Three estate agents have been fined a total of £246,665 by the OFT for failure to comply with the Money Laundering Regulations 2007.

Hastings International UK Limited (Hastings) is an estate agent with two premises in south London and was fined £47,966, they have until 24 April 2014 to appeal.

Jackson Grundy Limited (Jackson Grundy) has its head office in Northampton and operates its estate agency business from 10 premises, it was fined £169,652 and has until 17 April 2014 to appeal.

Cardiff-based Jeffrey Ross Ltd (JRL) had two premises in the city during the OFT investigation period and was fined £29,000.

The Regulations are designed to prevent businesses from being used for money laundering or terrorist financing purposes and under the Money Laundering Regulations 2007, the OFT may impose a penalty of such amount as it considers appropriate for failure to comply with certain provisions.

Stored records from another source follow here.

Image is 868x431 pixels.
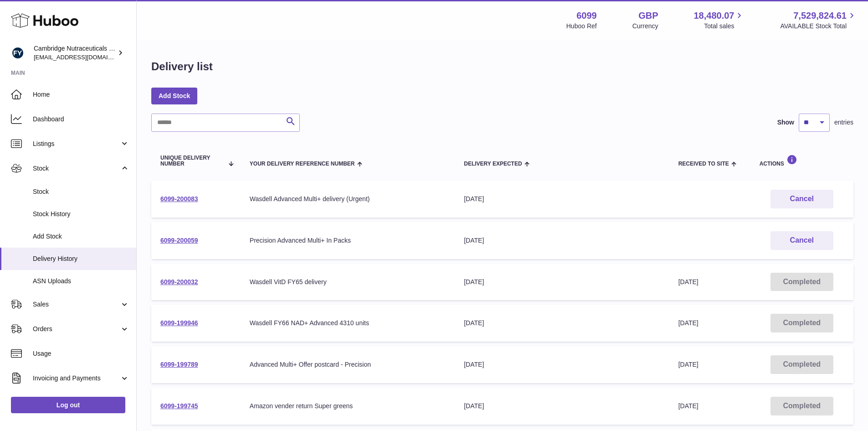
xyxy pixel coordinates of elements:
[33,374,120,383] span: Invoicing and Payments
[33,254,129,263] span: Delivery History
[577,10,597,22] strong: 6099
[33,164,120,173] span: Stock
[704,22,744,30] span: Total sales
[33,115,129,124] span: Dashboard
[33,90,129,99] span: Home
[693,10,734,22] span: 18,480.07
[566,22,597,30] div: Huboo Ref
[34,44,116,61] div: Cambridge Nutraceuticals Ltd
[33,349,129,358] span: Usage
[780,22,857,30] span: AVAILABLE Stock Total
[33,140,120,148] span: Listings
[33,232,129,240] span: Add Stock
[693,10,744,30] a: 18,480.07 Total sales
[633,22,658,30] div: Currency
[793,10,847,22] span: 7,529,824.61
[34,53,134,61] span: [EMAIL_ADDRESS][DOMAIN_NAME]
[33,277,129,285] span: ASN Uploads
[11,46,25,59] img: huboo@camnutra.com
[11,396,125,413] a: Log out
[780,10,857,30] a: 7,529,824.61 AVAILABLE Stock Total
[33,325,120,333] span: Orders
[638,10,658,22] strong: GBP
[33,210,129,218] span: Stock History
[33,187,129,196] span: Stock
[33,300,120,309] span: Sales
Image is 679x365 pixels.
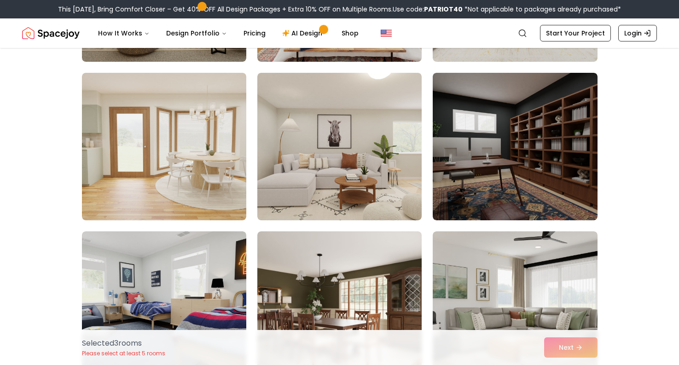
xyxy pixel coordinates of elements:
nav: Main [91,24,366,42]
button: How It Works [91,24,157,42]
span: Use code: [393,5,463,14]
img: Room room-25 [82,73,246,220]
img: Spacejoy Logo [22,24,80,42]
a: Spacejoy [22,24,80,42]
img: Room room-26 [257,73,422,220]
nav: Global [22,18,657,48]
p: Selected 3 room s [82,338,165,349]
b: PATRIOT40 [424,5,463,14]
a: AI Design [275,24,333,42]
a: Pricing [236,24,273,42]
div: This [DATE], Bring Comfort Closer – Get 40% OFF All Design Packages + Extra 10% OFF on Multiple R... [58,5,621,14]
p: Please select at least 5 rooms [82,350,165,357]
span: *Not applicable to packages already purchased* [463,5,621,14]
a: Login [619,25,657,41]
a: Start Your Project [540,25,611,41]
img: Room room-27 [433,73,597,220]
a: Shop [334,24,366,42]
button: Design Portfolio [159,24,234,42]
img: United States [381,28,392,39]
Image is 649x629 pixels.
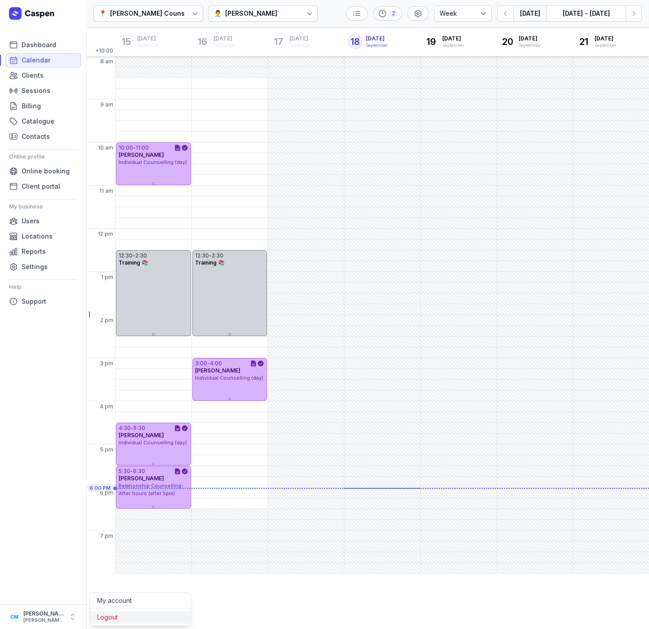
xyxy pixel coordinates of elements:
div: - [130,468,133,475]
div: [PERSON_NAME] [225,8,277,19]
span: Training 📚 [119,259,148,266]
span: [PERSON_NAME] [119,151,164,158]
span: Sessions [22,85,50,96]
button: My account [90,594,190,607]
div: 👨‍⚕️ [214,8,221,19]
div: September [289,42,311,49]
span: 11 am [99,187,113,195]
span: [DATE] [366,35,388,42]
div: 5:30 [133,425,145,432]
span: 1 pm [101,274,113,281]
span: Billing [22,101,41,111]
span: 4 pm [100,403,113,410]
span: [DATE] [518,35,540,42]
span: [PERSON_NAME] [119,432,164,438]
span: Online booking [22,166,70,177]
div: September [366,42,388,49]
div: 16 [195,35,210,49]
button: [DATE] [513,5,546,22]
div: 2:30 [135,252,147,259]
span: Individual Counselling (day) [195,375,263,381]
div: September [213,42,235,49]
div: - [133,252,135,259]
span: 6:00 PM [89,484,111,491]
button: [DATE] - [DATE] [546,5,625,22]
a: Logout [90,611,190,624]
span: 3 pm [100,360,113,367]
div: Online profile [9,150,77,164]
div: September [594,42,616,49]
div: My business [9,199,77,214]
span: Catalogue [22,116,54,127]
div: - [131,425,133,432]
span: Support [22,296,46,307]
span: 7 pm [100,532,113,540]
span: Contacts [22,131,50,142]
div: Help [9,280,77,294]
div: - [209,252,212,259]
span: [DATE] [137,35,159,42]
div: 12:30 [195,252,209,259]
div: 17 [271,35,286,49]
div: 3:00 [195,360,207,367]
div: 15 [119,35,133,49]
span: +10:00 [95,47,115,56]
div: [PERSON_NAME] Counselling [110,8,202,19]
span: Dashboard [22,40,56,50]
div: - [207,360,210,367]
div: September [518,42,540,49]
span: [DATE] [594,35,616,42]
div: 📍 [99,8,106,19]
span: Clients [22,70,44,81]
span: Users [22,216,40,226]
div: 20 [500,35,515,49]
div: 11:00 [136,144,149,151]
span: Reports [22,246,46,257]
div: September [442,42,464,49]
div: 4:00 [210,360,222,367]
span: Calendar [22,55,50,66]
div: - [133,144,136,151]
div: 12:30 [119,252,133,259]
span: 12 pm [98,230,113,238]
span: 10 am [98,144,113,151]
span: [DATE] [442,35,464,42]
span: Individual Counselling (day) [119,439,187,446]
div: 10:00 [119,144,133,151]
div: 2 [390,10,397,17]
span: [PERSON_NAME] [119,475,164,482]
div: 2:30 [212,252,223,259]
div: [PERSON_NAME] [23,610,65,617]
span: Training 📚 [195,259,225,266]
div: September [137,42,159,49]
div: 4:30 [119,425,131,432]
span: 6 pm [100,489,113,496]
span: 2 pm [100,317,113,324]
div: 6:30 [133,468,145,475]
span: 9 am [100,101,113,108]
span: [DATE] [289,35,311,42]
div: CM[PERSON_NAME][PERSON_NAME][EMAIL_ADDRESS][DOMAIN_NAME][PERSON_NAME] [90,593,190,625]
span: Settings [22,261,48,272]
span: CM [10,611,18,622]
div: 18 [348,35,362,49]
div: 5:30 [119,468,130,475]
span: Relationship Counselling- After hours (after 5pm) [119,482,183,496]
div: 21 [576,35,591,49]
span: 8 am [100,58,113,65]
span: 5 pm [100,446,113,453]
div: [PERSON_NAME][EMAIL_ADDRESS][DOMAIN_NAME][PERSON_NAME] [23,617,65,624]
span: [PERSON_NAME] [195,367,240,374]
span: [DATE] [213,35,235,42]
span: Individual Counselling (day) [119,159,187,165]
div: 19 [424,35,438,49]
span: Locations [22,231,53,242]
span: Client portal [22,181,60,192]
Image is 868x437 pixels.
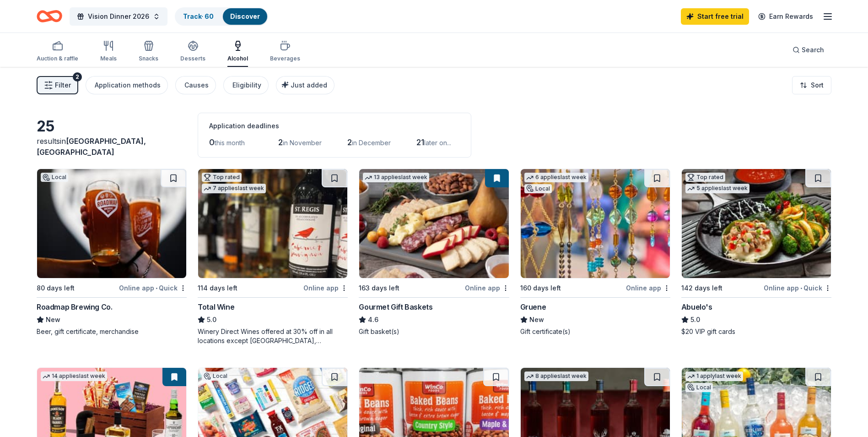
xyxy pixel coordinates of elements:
[681,169,831,336] a: Image for Abuelo's Top rated5 applieslast week142 days leftOnline app•QuickAbuelo's5.0$20 VIP gif...
[198,301,234,312] div: Total Wine
[100,37,117,67] button: Meals
[37,117,187,135] div: 25
[86,76,168,94] button: Application methods
[227,55,248,62] div: Alcohol
[520,327,670,336] div: Gift certificate(s)
[802,44,824,55] span: Search
[139,55,158,62] div: Snacks
[359,327,509,336] div: Gift basket(s)
[180,37,205,67] button: Desserts
[681,327,831,336] div: $20 VIP gift cards
[359,169,509,336] a: Image for Gourmet Gift Baskets13 applieslast week163 days leftOnline appGourmet Gift Baskets4.6Gi...
[359,169,508,278] img: Image for Gourmet Gift Baskets
[764,282,831,294] div: Online app Quick
[800,284,802,292] span: •
[232,79,261,90] div: Eligibility
[525,173,588,183] div: 6 applies last week
[416,138,424,147] span: 21
[183,12,213,20] a: Track· 60
[352,139,391,147] span: in December
[175,76,216,94] button: Causes
[37,136,146,157] span: in
[180,55,205,62] div: Desserts
[185,79,209,90] div: Causes
[785,41,831,59] button: Search
[347,138,352,147] span: 2
[88,11,149,22] span: Vision Dinner 2026
[303,282,348,294] div: Online app
[529,314,544,325] span: New
[681,283,722,294] div: 142 days left
[119,282,187,294] div: Online app Quick
[626,282,670,294] div: Online app
[525,371,588,381] div: 8 applies last week
[37,327,187,336] div: Beer, gift certificate, merchandise
[198,327,348,345] div: Winery Direct Wines offered at 30% off in all locations except [GEOGRAPHIC_DATA], [GEOGRAPHIC_DAT...
[37,169,187,336] a: Image for Roadmap Brewing Co.Local80 days leftOnline app•QuickRoadmap Brewing Co.NewBeer, gift ce...
[520,301,546,312] div: Gruene
[37,136,146,157] span: [GEOGRAPHIC_DATA], [GEOGRAPHIC_DATA]
[72,73,82,82] div: 2
[37,6,62,27] a: Home
[41,371,107,381] div: 14 applies last week
[202,173,242,182] div: Top rated
[215,139,245,147] span: this month
[37,135,187,158] div: results
[230,12,260,20] a: Discover
[155,284,158,292] span: •
[223,76,269,94] button: Eligibility
[521,169,670,278] img: Image for Gruene
[95,79,160,90] div: Application methods
[368,314,378,325] span: 4.6
[270,37,300,67] button: Beverages
[283,139,322,147] span: in November
[520,169,670,336] a: Image for Gruene6 applieslast weekLocal160 days leftOnline appGrueneNewGift certificate(s)
[465,282,509,294] div: Online app
[686,173,725,182] div: Top rated
[37,283,75,294] div: 80 days left
[792,76,831,94] button: Sort
[681,8,749,25] a: Start free trial
[100,55,117,62] div: Meals
[681,301,712,312] div: Abuelo's
[682,169,831,278] img: Image for Abuelo's
[70,7,167,26] button: Vision Dinner 2026
[270,55,300,62] div: Beverages
[363,173,429,183] div: 13 applies last week
[686,383,713,392] div: Local
[278,138,283,147] span: 2
[227,37,248,67] button: Alcohol
[276,76,334,94] button: Just added
[359,283,399,294] div: 163 days left
[198,169,348,345] a: Image for Total WineTop rated7 applieslast week114 days leftOnline appTotal Wine5.0Winery Direct ...
[202,371,230,381] div: Local
[424,139,451,147] span: later on...
[41,173,68,182] div: Local
[55,79,71,90] span: Filter
[37,76,78,94] button: Filter2
[686,184,750,193] div: 5 applies last week
[202,184,266,193] div: 7 applies last week
[37,55,78,62] div: Auction & raffle
[198,169,347,278] img: Image for Total Wine
[37,301,112,312] div: Roadmap Brewing Co.
[209,138,215,147] span: 0
[810,79,824,90] span: Sort
[46,314,60,325] span: New
[686,371,743,381] div: 1 apply last week
[175,7,268,26] button: Track· 60Discover
[525,184,552,193] div: Local
[520,283,561,294] div: 160 days left
[207,314,216,325] span: 5.0
[139,37,158,67] button: Snacks
[359,301,433,312] div: Gourmet Gift Baskets
[690,314,700,325] span: 5.0
[198,283,238,294] div: 114 days left
[37,169,186,278] img: Image for Roadmap Brewing Co.
[290,81,327,89] span: Just added
[752,8,819,25] a: Earn Rewards
[37,37,78,67] button: Auction & raffle
[209,120,460,131] div: Application deadlines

Regulated businesses are required to apply risk sensitive policies and procedures to verify customer identity, record keeping, training staff and reporting suspicious activity to the National Crime Agency.

The failures in all three cases include: failures to apply adequate customer due diligence measures when carrying out estate agency work; failures to conduct ongoing monitoring of business relationships; failures to establish and maintain appropriate policies and procedures on adequate record-keeping, internal controls or risk assessments; failures to train relevant employees in how to recognise and deal with transactions and other activities which may be related to money laundering and terrorist financing.

Kate Pitt, OFT Deputy Director of Anti-Money Laundering, said: ‘The Money Laundering Regulations are designed to detect, deter and disrupt financial crime. We fined these three estate agents as they were failing to comply fully with the regulations, and so were more vulnerable to money laundering or terrorist financing activity.’

On 31 March 2014, the OFT’s anti-money laundering powers and responsibilities in respect of estate agents will pass to Her Majesty’s Revenue and Customs.